Calm Clinic

Techniques on How to Deal with Anxiety Setbacks

Expect to encounter setbacks and be prepared to deal with them. You are bound to feel fresh panic and depression at some stage of your treatment. Just when you think you have conquered crossing a wide street in an agoraphobia program, your next step may fail, leaving you standing at the curb frightened and disappointed. Setbacks can last a minute or weeks. When they occur, you may feel dejected for days: “I thought I had conquered that phobia, that particular street, yet there were those feelings again, preventing me from crossing.”

You must realize that setbacks are part of the whole learning process connected with phobias. Don’t dwell on why you can eat in a restaurant one day and not the next. Accept your bad days and rejoice in the good days. Setbacks are especially likely to happen if for any reason you are unable to practice your exposure tasks for some period of time. If you have to be in bed for a few days because of a cold or flu or some other illness, it will be more difficult to get started again, but perseverance will get you over the hump.

Setbacks are the signals for you to try again until you have conquered the situation where it occurred. Setbacks gradually fade once you no longer avoid the fact that they occurred and tackle them instead: “Next week I’ll cross that wide street—the one that I couldn’t cross this week. I’ll have coffee in that shop on the other side.”

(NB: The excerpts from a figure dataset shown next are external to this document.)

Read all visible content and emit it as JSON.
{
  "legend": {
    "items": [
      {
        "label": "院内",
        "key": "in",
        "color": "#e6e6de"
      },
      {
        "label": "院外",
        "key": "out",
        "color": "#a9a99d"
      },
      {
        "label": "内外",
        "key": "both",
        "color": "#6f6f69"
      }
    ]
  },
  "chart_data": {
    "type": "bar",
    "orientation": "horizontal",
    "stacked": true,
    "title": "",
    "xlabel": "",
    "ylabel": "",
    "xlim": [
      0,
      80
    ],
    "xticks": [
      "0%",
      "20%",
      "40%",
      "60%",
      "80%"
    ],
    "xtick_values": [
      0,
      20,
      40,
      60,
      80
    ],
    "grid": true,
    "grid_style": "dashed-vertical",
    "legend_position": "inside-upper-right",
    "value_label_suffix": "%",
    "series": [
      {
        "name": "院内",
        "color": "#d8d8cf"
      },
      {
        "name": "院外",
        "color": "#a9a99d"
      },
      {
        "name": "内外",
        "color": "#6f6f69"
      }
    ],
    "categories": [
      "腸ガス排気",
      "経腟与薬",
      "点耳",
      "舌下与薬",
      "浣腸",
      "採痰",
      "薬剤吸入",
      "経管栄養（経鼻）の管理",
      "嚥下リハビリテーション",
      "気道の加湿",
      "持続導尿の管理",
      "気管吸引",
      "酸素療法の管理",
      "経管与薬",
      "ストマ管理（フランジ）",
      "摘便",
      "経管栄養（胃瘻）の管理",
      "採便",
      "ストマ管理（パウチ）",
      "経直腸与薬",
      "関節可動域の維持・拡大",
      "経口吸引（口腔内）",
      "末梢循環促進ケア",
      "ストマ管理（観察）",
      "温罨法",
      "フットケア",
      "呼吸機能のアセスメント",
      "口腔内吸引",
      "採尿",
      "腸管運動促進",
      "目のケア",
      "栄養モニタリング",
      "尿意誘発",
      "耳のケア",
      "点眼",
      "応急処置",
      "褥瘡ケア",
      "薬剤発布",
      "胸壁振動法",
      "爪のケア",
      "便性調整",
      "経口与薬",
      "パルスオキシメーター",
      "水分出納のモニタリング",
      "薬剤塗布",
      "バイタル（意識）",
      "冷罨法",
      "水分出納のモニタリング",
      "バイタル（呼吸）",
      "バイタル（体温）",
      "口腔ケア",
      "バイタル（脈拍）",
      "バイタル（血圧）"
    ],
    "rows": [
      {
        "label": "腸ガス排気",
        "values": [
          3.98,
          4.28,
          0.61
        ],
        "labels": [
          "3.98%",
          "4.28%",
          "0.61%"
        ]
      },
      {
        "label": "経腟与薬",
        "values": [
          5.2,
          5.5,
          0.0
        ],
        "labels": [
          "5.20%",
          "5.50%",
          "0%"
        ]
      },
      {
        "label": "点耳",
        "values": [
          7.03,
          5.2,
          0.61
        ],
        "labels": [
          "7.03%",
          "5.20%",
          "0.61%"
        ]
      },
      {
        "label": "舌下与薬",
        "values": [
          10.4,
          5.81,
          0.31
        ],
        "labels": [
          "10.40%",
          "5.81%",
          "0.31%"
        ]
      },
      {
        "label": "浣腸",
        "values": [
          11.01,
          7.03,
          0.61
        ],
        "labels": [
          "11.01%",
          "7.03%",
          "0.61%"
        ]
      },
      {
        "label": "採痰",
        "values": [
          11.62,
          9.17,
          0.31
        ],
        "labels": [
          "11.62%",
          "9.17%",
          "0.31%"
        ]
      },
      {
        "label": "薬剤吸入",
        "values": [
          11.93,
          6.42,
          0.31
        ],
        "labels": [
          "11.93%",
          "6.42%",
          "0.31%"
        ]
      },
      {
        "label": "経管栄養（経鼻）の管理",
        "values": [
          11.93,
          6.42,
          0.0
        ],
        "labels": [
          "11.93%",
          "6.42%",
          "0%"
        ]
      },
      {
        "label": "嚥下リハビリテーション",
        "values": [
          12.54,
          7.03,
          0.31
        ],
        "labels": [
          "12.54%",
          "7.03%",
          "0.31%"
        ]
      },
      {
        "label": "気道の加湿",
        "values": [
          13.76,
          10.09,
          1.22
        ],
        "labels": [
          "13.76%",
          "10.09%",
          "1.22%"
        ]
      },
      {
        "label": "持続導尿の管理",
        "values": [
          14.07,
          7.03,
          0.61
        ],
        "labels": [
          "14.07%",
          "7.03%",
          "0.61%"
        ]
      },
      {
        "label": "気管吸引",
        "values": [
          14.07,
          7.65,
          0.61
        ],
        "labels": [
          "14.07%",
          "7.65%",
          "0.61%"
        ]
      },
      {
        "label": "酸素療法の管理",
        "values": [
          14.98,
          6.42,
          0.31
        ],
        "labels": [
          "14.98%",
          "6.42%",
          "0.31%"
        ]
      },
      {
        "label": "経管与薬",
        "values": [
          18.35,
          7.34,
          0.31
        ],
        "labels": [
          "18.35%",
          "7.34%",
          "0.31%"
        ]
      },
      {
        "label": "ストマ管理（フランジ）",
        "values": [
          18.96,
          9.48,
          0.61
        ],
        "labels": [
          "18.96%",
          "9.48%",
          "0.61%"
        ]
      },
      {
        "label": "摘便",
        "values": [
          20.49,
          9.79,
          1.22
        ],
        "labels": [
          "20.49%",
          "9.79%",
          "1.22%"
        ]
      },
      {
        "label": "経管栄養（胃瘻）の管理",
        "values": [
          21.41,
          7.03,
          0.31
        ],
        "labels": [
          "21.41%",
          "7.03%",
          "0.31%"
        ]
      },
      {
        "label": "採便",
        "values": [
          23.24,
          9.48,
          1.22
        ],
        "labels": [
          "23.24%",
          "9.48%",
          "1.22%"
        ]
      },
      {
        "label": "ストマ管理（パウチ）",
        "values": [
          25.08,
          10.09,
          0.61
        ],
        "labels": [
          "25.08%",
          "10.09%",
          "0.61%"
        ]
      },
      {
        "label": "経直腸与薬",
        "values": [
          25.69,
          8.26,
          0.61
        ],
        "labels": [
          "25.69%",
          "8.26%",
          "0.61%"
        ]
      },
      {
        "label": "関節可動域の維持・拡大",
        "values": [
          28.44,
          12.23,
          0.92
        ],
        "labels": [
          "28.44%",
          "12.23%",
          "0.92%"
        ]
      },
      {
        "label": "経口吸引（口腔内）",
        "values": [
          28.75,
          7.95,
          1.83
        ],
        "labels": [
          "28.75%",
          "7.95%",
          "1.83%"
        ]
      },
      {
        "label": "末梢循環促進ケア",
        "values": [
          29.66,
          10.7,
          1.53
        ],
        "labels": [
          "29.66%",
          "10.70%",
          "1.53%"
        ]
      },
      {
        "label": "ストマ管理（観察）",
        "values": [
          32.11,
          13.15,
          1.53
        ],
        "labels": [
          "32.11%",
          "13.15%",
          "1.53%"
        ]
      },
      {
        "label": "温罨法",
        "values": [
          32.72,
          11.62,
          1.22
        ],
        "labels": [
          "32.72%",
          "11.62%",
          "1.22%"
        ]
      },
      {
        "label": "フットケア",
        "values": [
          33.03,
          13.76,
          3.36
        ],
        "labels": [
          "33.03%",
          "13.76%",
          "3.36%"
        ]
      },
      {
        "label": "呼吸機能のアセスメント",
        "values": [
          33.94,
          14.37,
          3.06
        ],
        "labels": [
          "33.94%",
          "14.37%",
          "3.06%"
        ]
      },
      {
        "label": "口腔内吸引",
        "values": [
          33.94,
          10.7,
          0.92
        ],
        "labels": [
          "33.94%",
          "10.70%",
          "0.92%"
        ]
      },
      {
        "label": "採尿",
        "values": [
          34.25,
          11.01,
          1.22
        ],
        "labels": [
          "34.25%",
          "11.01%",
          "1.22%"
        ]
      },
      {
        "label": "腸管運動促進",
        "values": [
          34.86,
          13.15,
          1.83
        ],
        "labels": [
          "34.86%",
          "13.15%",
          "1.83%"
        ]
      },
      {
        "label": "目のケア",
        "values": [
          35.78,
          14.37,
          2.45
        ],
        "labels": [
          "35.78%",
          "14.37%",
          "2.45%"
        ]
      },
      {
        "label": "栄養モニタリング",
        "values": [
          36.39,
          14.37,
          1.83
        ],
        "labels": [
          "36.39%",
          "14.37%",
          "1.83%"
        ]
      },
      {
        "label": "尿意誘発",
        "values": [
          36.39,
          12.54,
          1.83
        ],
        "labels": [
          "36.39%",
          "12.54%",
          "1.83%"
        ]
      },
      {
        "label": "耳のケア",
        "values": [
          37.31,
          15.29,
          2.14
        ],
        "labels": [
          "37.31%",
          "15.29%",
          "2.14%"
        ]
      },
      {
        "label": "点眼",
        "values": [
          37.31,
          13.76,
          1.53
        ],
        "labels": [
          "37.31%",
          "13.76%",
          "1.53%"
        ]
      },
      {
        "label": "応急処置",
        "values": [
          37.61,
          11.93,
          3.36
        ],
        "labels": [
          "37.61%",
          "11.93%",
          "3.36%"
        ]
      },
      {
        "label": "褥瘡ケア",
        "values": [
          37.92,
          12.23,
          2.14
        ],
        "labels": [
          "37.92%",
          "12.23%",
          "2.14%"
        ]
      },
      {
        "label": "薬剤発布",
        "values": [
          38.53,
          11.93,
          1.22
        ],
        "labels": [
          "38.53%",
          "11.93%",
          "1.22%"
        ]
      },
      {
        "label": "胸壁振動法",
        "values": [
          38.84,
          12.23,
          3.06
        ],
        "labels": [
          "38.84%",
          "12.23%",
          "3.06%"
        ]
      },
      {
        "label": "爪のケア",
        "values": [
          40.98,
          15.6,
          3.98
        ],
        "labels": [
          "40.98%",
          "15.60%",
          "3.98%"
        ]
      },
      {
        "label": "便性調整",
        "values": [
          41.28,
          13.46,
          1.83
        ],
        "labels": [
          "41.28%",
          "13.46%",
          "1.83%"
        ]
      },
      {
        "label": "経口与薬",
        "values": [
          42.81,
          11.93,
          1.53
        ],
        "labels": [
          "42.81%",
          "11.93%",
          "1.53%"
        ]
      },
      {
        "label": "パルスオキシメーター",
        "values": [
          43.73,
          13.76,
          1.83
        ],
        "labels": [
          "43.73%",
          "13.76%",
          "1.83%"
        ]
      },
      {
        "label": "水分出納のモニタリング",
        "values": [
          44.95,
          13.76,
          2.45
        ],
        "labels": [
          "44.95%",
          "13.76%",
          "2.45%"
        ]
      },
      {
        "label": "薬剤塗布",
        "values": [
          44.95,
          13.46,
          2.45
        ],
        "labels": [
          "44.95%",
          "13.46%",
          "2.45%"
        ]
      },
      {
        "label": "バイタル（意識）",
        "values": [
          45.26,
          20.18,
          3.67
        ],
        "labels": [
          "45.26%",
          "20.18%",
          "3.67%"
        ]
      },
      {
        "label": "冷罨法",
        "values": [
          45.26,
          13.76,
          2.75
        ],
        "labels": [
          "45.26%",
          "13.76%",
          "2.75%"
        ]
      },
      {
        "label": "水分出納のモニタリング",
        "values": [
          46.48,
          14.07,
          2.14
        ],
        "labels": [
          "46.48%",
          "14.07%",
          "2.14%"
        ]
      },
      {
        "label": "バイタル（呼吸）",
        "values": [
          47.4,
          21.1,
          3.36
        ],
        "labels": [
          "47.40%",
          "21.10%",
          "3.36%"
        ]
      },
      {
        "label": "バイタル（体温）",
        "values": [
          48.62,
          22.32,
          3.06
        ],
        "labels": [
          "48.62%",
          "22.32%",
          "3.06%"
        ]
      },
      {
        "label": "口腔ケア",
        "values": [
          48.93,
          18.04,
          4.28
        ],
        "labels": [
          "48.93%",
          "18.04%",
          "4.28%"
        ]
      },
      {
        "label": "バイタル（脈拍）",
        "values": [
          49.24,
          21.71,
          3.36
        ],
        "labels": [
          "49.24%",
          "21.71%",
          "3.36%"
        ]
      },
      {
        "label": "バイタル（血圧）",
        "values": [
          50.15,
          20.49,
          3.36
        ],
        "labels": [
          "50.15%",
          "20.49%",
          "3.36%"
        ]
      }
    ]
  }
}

Although setbacks are inevitable, you can learn to cope with them. Don’t be bluffed by any strange new nervous feelings. What will be will be. It is no use being confident on Saturday and being put out on Sunday when panic strikes out of the blue. You have to be ready for it and deal with it, to try, try, and try again until you have reached the stage described by one phobic after treatment: “Yes, I still get the panics from time to time now, but it’s different, you know— now I don’t have to run away from them. I can just experience them and let them pass while I carry on with whatever I happen to be doing at the time.” Recovery lies in meeting precisely those situations you fear; those are the ones you have to master.